"Let each man exercise the art he knows"
About this Quote
Athenian democracy loved to flatter itself as government by the people; Aristophanes loved to point out how often it was government by whoever was loudest. "Let each man exercise the art he knows" lands as a tidy piece of common sense, but it’s also a jab at the city’s favorite vice: letting amateurs run the show, then acting shocked when the results look amateur.
In Aristophanes’ world, "art" (techne) isn’t just painting or poetry. It’s craft, expertise, the hard-earned competence of the specialist. The line carries the sneer of a playwright who watched generals, demagogues, jurors, and self-appointed sages perform outside their lane with civic consequences. It’s a conservative instinct dressed up as practicality: respect the worker, distrust the charlatan, stop mistaking confidence for capacity.
The subtext is sharper because Aristophanes is himself a professional in the business of calling out other people’s performances. His comedies thrive on role reversal and imposture: politicians playing philosopher, philosophers playing moral police, citizens playing statesmen. A line like this doubles as both instruction and punchline, because Athens is precisely the place where everyone insists they "know" how to do everything - especially rule.
Read today, it feels eerily contemporary: a culture that treats expertise as elitism until the bridge collapses, the policy fails, the trial becomes theater. Aristophanes isn’t offering a technocrat’s manifesto so much as a satirist’s warning: societies don’t just suffer from bad leaders; they suffer from the audience that keeps applauding bad acts.
In Aristophanes’ world, "art" (techne) isn’t just painting or poetry. It’s craft, expertise, the hard-earned competence of the specialist. The line carries the sneer of a playwright who watched generals, demagogues, jurors, and self-appointed sages perform outside their lane with civic consequences. It’s a conservative instinct dressed up as practicality: respect the worker, distrust the charlatan, stop mistaking confidence for capacity.
The subtext is sharper because Aristophanes is himself a professional in the business of calling out other people’s performances. His comedies thrive on role reversal and imposture: politicians playing philosopher, philosophers playing moral police, citizens playing statesmen. A line like this doubles as both instruction and punchline, because Athens is precisely the place where everyone insists they "know" how to do everything - especially rule.
Read today, it feels eerily contemporary: a culture that treats expertise as elitism until the bridge collapses, the policy fails, the trial becomes theater. Aristophanes isn’t offering a technocrat’s manifesto so much as a satirist’s warning: societies don’t just suffer from bad leaders; they suffer from the audience that keeps applauding bad acts.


• **What is needed**:
In the records below, find the line containing "Identify harpsichord location" and retype it and every line after it exactly, adding nothing.

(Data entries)

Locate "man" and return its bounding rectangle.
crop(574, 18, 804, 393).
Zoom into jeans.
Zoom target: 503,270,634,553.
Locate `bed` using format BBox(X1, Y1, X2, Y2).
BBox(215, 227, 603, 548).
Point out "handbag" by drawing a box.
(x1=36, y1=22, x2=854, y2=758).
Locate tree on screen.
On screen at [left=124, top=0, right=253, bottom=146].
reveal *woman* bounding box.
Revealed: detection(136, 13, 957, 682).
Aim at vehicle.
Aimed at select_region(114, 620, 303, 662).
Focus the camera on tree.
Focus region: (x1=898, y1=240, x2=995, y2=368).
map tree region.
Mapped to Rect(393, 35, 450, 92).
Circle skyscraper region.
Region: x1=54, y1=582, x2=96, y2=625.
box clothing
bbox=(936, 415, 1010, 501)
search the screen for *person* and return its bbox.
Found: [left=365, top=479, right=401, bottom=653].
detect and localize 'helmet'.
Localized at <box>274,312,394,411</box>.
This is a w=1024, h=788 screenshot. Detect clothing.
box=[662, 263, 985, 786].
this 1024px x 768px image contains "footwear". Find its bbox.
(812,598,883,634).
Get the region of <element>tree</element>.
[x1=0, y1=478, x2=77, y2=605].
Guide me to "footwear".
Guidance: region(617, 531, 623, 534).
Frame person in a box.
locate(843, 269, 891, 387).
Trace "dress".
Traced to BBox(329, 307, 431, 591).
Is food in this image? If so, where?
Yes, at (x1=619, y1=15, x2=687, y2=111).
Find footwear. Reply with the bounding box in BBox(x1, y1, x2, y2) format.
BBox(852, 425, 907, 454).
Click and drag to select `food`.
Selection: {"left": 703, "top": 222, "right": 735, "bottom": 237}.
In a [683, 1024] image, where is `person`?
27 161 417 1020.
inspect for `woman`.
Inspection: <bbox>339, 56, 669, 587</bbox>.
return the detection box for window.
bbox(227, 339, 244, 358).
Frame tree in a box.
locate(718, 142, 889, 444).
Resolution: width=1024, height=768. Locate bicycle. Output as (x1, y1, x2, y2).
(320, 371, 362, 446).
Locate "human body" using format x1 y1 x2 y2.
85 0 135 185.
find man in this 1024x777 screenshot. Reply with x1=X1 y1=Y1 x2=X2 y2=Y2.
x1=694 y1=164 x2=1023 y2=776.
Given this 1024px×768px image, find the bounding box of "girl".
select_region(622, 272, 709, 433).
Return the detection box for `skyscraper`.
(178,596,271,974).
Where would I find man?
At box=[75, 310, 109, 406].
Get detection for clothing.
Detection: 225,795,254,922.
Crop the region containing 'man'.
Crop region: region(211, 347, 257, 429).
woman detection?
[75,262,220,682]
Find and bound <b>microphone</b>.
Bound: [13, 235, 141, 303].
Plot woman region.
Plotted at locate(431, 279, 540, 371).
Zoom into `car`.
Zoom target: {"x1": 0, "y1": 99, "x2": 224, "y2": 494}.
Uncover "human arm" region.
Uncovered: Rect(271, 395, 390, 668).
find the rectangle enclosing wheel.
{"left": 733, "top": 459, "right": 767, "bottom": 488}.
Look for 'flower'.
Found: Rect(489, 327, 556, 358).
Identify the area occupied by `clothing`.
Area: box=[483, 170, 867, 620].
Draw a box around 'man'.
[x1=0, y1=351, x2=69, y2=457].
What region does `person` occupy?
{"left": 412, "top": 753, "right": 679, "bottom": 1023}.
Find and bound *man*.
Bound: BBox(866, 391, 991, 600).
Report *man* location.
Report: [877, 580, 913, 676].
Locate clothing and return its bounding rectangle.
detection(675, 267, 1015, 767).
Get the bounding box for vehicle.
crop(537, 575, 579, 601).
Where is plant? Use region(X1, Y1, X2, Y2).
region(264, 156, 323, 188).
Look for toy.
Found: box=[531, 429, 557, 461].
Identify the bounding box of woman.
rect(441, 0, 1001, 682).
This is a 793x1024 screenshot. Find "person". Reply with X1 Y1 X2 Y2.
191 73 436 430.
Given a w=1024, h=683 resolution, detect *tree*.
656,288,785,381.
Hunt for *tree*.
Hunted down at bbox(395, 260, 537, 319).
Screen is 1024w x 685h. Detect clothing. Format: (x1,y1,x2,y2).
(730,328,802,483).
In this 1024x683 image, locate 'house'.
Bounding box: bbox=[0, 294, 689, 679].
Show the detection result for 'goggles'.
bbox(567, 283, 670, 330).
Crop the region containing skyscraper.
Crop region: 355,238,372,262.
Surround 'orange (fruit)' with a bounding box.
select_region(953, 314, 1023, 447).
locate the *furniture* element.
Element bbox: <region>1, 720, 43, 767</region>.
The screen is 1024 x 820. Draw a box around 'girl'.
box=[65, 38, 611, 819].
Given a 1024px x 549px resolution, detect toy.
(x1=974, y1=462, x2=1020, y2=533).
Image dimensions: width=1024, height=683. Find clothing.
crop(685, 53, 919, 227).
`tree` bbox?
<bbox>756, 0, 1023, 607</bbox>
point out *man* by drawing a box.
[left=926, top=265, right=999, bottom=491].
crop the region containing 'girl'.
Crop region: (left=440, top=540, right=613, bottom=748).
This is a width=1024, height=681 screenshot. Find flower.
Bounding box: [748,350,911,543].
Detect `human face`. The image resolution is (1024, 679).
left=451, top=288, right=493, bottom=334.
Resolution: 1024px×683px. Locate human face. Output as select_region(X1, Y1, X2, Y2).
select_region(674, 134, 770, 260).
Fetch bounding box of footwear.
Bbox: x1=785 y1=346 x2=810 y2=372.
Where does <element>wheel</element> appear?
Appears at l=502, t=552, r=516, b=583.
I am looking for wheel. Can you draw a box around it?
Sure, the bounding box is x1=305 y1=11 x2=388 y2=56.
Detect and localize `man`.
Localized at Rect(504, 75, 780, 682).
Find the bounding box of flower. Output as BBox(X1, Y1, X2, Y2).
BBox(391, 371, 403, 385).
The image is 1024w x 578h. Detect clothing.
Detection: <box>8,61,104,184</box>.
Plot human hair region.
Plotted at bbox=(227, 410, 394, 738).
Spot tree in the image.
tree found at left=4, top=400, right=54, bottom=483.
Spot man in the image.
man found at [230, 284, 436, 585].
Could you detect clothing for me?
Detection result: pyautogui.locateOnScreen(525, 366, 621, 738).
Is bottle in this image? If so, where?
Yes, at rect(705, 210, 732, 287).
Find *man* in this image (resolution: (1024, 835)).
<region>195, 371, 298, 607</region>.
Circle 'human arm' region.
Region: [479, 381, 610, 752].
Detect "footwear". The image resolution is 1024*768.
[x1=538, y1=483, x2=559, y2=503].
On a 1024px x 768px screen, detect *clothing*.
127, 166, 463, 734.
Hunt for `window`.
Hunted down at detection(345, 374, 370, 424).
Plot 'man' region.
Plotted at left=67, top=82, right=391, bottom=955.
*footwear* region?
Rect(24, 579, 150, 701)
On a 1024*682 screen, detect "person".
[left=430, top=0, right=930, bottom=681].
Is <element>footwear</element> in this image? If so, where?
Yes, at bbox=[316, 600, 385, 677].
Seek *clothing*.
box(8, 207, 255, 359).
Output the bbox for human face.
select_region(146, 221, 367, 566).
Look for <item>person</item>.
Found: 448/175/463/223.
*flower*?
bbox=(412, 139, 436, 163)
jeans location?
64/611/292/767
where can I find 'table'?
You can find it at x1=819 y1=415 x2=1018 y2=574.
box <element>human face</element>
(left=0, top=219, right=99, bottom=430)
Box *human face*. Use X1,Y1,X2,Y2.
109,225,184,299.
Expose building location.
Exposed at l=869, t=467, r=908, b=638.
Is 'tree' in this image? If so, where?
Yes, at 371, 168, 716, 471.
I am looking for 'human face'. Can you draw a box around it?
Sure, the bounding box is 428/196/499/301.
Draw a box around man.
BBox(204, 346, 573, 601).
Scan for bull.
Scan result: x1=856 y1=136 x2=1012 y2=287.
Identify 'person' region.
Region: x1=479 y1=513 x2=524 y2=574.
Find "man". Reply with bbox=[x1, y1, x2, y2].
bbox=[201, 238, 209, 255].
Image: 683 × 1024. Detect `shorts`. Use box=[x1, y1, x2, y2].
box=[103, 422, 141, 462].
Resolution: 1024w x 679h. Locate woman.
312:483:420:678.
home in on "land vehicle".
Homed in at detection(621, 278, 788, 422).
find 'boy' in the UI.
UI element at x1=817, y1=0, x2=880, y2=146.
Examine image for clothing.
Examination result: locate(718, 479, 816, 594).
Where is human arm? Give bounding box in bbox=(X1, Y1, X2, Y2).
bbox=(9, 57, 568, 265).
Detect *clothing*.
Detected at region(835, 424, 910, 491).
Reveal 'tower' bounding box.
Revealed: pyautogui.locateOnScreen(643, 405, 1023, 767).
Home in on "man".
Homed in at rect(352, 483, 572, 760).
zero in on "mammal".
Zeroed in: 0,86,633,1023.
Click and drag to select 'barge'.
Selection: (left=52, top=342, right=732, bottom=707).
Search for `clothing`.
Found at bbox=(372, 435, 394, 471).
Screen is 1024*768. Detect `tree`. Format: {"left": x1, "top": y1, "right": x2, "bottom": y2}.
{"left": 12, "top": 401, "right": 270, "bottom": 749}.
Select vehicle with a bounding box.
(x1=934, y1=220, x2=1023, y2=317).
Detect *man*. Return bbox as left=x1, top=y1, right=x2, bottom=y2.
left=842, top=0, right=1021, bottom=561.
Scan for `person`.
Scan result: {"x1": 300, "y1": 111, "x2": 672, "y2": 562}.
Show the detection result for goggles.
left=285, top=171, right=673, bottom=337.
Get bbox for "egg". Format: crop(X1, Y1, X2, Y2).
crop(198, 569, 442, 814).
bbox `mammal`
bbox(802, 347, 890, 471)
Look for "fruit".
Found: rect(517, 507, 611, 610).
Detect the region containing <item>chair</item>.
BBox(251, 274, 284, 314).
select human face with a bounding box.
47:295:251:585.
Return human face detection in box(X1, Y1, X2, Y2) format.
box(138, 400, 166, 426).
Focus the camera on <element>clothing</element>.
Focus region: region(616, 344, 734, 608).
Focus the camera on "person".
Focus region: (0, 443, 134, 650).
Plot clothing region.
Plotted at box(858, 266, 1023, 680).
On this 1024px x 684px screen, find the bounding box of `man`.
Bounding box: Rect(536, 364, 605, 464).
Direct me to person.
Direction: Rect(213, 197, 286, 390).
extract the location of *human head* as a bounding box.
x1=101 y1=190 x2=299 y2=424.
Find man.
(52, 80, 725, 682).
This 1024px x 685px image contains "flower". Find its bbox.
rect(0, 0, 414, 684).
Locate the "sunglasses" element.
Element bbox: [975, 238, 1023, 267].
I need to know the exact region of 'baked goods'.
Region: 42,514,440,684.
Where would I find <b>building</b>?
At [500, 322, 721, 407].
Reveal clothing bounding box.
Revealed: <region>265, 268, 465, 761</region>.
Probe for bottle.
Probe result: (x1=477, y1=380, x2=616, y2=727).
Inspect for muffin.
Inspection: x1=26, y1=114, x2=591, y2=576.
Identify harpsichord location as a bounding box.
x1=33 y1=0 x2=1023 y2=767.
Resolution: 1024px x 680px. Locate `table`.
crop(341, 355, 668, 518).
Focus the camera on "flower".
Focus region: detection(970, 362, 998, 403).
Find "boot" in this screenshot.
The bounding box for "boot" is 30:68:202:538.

• **Exercise result**:
Identify harpsichord location as a bounding box.
x1=33 y1=0 x2=1023 y2=767.
Resolution: 1024px x 680px. Locate `table`.
crop(341, 355, 668, 518).
Focus the camera on "flower".
Focus region: detection(970, 362, 998, 403).
Find "boot" in this screenshot.
The bounding box for "boot" is 30:68:202:538.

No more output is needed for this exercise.